Who Orders This Service and When

Corporate clients with their own corporate tools

A large company has an internal TMS or a connected translation module. Machine translation generates large volumes. But for critical documents — legal, financial, compliance — verification is required. KLS can work with the output from your corporate tool: you provide the machine translation, we verify and certify it.

Companies scaling into new markets

You need to prepare a large volume of content in multiple languages quickly. Machine translation provides the speed. MTPE from KLS gives you confidence that this content will not damage your reputation with a new audience.

IT and SaaS companies with large volumes of UI and documentation

Interface localisation, help centres, release notes — large volumes with repetitive terminology where machine translation is efficient but requires systematic verification and a terminology base.

Organisations working with EU compliance documentation

EU integration creates a continuous flow of regulatory documents. Machine translation helps handle large volumes of text, and verification certified to ISO 18587:2017 provides confidence that terminology aligns with official EU standards.

Two Levels of Post-Editing — and When Each Is Needed

Light post-editing Goal: make the text comprehensible and functional. Critical errors, terminological inconsistencies and major grammatical mistakes are corrected. Style and tone of voice are brought within acceptable range. Suitable for internal communications and informational content where speed is more important than perfection.

Full post-editing Goal: bring the text to a level indistinguishable from human translation. Full accuracy verification, terminological consistency, compliance with the client's style guide, final review by an independent reviewer. Suitable for public-facing content, legal and financial documents, marketing materials and compliance documentation.

Practical Conclusion

The question is not "whether to use machine translation." For most companies, practice has already answered that. The question is: how to organise the verification of what it generates — systematically, with a predictable result and the ability to demonstrate quality to an external auditor.

KLS's ISO 18587:2017 certified MTPE process is the answer to that question.

If your company already uses machine translation and wants to organise its systematic verification — talk to us. We work with the output from your corporate tool and adapt the process to your terminology base.

FAQ

ISO 18587:2017 is the international standard for machine translation post-editing.

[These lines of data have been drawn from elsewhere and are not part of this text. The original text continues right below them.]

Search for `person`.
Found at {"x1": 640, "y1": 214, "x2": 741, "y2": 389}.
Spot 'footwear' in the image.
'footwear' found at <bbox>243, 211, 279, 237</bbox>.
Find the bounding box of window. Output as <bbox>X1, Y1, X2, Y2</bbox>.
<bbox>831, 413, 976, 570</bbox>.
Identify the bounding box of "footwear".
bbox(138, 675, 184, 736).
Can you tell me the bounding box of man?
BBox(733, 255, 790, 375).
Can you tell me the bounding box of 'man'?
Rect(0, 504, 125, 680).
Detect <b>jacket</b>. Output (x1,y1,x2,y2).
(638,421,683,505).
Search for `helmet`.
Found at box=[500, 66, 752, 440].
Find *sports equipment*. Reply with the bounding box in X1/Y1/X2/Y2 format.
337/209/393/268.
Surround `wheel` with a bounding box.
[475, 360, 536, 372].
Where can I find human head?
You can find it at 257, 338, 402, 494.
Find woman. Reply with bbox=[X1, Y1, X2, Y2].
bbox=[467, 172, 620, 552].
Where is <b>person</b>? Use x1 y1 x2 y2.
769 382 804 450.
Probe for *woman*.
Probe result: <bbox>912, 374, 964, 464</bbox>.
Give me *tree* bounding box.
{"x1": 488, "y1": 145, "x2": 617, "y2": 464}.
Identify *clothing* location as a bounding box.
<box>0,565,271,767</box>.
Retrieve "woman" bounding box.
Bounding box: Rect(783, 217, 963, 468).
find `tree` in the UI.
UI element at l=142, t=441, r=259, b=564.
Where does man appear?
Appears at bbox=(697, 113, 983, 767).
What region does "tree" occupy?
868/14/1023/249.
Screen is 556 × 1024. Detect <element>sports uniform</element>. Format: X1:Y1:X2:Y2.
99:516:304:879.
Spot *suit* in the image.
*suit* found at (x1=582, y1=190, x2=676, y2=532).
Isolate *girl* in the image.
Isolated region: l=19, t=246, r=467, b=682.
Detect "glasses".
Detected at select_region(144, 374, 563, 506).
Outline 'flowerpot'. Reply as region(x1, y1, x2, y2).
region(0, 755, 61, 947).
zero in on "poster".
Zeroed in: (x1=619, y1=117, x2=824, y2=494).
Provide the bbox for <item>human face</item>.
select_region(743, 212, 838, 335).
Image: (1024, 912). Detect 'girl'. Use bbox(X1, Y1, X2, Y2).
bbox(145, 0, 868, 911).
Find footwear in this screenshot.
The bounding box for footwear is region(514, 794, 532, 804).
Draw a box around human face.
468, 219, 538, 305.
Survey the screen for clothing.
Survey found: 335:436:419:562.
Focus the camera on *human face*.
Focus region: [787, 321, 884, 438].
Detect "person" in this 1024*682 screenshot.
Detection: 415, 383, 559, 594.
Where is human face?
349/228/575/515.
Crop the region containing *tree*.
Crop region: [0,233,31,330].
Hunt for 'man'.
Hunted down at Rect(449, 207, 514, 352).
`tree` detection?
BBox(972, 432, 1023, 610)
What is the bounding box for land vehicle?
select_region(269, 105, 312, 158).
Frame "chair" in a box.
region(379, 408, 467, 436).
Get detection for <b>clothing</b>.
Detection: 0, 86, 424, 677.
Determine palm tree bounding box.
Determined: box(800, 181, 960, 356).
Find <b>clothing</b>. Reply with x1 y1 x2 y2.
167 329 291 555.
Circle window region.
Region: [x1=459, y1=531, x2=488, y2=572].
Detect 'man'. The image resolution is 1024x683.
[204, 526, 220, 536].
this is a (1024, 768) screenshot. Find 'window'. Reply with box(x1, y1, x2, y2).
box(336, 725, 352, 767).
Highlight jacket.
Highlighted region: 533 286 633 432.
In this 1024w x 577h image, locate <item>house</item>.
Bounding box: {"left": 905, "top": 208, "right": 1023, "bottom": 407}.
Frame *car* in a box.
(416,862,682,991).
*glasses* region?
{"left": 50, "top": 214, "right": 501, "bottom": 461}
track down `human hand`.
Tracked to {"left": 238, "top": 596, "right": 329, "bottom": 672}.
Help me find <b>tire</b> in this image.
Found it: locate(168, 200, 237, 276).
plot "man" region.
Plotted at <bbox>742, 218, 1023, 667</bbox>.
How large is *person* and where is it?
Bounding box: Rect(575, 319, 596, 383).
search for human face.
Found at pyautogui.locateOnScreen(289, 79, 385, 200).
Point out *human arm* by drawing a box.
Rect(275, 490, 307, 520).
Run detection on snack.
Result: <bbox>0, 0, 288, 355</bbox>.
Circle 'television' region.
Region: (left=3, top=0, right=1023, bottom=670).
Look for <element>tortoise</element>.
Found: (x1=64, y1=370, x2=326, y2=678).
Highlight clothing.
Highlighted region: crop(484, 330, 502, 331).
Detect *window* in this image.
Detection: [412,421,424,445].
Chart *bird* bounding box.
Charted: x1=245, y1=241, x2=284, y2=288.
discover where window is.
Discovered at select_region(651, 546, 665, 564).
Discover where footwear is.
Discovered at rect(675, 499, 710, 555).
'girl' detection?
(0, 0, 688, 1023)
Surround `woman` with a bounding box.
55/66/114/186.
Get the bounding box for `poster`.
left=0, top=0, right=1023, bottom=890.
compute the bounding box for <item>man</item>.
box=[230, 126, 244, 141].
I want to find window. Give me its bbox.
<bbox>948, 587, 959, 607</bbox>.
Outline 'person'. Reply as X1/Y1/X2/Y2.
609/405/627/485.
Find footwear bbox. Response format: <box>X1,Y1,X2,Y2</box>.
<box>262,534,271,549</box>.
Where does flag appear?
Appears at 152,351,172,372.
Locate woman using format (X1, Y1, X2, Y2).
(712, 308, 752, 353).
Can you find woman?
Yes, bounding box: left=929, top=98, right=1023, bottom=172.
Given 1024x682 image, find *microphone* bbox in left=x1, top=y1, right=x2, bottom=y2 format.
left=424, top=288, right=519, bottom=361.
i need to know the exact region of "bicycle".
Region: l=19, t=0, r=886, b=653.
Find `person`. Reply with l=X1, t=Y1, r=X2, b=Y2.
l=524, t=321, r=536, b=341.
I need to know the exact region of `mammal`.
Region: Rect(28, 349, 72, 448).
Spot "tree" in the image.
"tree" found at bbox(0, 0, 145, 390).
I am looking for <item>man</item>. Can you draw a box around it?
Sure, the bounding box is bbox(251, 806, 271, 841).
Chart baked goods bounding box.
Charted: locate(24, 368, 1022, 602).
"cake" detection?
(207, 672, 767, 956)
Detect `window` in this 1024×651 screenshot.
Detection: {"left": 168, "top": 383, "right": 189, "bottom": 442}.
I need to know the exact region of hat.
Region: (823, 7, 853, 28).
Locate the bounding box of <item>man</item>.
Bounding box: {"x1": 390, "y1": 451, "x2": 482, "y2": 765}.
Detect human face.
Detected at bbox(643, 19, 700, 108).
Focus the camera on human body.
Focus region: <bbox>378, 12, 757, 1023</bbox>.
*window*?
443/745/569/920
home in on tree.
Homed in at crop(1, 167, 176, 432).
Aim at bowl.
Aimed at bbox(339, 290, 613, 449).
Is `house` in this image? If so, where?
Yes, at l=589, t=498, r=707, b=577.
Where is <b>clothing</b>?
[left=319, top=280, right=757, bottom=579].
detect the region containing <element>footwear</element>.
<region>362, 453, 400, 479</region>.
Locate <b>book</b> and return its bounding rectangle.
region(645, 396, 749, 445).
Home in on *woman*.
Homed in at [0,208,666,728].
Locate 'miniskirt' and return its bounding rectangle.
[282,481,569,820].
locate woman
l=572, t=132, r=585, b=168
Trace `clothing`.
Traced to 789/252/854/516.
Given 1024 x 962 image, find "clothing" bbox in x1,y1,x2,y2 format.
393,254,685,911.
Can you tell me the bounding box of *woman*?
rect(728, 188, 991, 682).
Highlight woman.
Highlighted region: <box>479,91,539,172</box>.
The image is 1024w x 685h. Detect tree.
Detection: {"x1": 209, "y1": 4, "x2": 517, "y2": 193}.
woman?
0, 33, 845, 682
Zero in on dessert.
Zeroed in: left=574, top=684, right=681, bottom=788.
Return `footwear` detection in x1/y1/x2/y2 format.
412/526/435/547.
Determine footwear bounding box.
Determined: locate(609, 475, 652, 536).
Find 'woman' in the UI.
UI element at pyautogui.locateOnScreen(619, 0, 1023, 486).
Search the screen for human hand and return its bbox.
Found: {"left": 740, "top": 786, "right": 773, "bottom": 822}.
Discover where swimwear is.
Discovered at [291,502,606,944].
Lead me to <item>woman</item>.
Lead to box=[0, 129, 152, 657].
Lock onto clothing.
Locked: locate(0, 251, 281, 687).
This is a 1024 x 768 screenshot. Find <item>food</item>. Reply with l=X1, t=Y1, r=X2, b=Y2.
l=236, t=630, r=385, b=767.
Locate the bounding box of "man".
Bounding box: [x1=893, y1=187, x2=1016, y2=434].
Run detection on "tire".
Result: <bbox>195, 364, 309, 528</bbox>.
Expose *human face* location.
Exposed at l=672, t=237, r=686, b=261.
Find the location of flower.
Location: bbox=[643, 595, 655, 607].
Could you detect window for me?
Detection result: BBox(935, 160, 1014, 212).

It defines requirements for post-editor competencies and for the verification process. KLS is certified to this standard — meaning our MTPE process meets international requirements and provides an audit trail for compliance purposes.

Light post-editing corrects critical errors for functional comprehension. Full post-editing brings text to a level indistinguishable from human translation: complete accuracy verification, terminological consistency, compliance with the style guide. For public-facing and compliance documents, full post-editing is recommended.

Yes. We maintain client terminology bases and keep them up to date. This ensures terminological consistency across all project documents regardless of volume and time horizon.

When calculating the total cost for machine translation post-editing and/or post post-editing services, always take into account not only the volume and complexity of the material being edited, but also any match-es/repetitions that need addressing within the text. Doing so will ensure you receive an accurate estimate for your project’s total cost before beginning work with your chosen provider(s).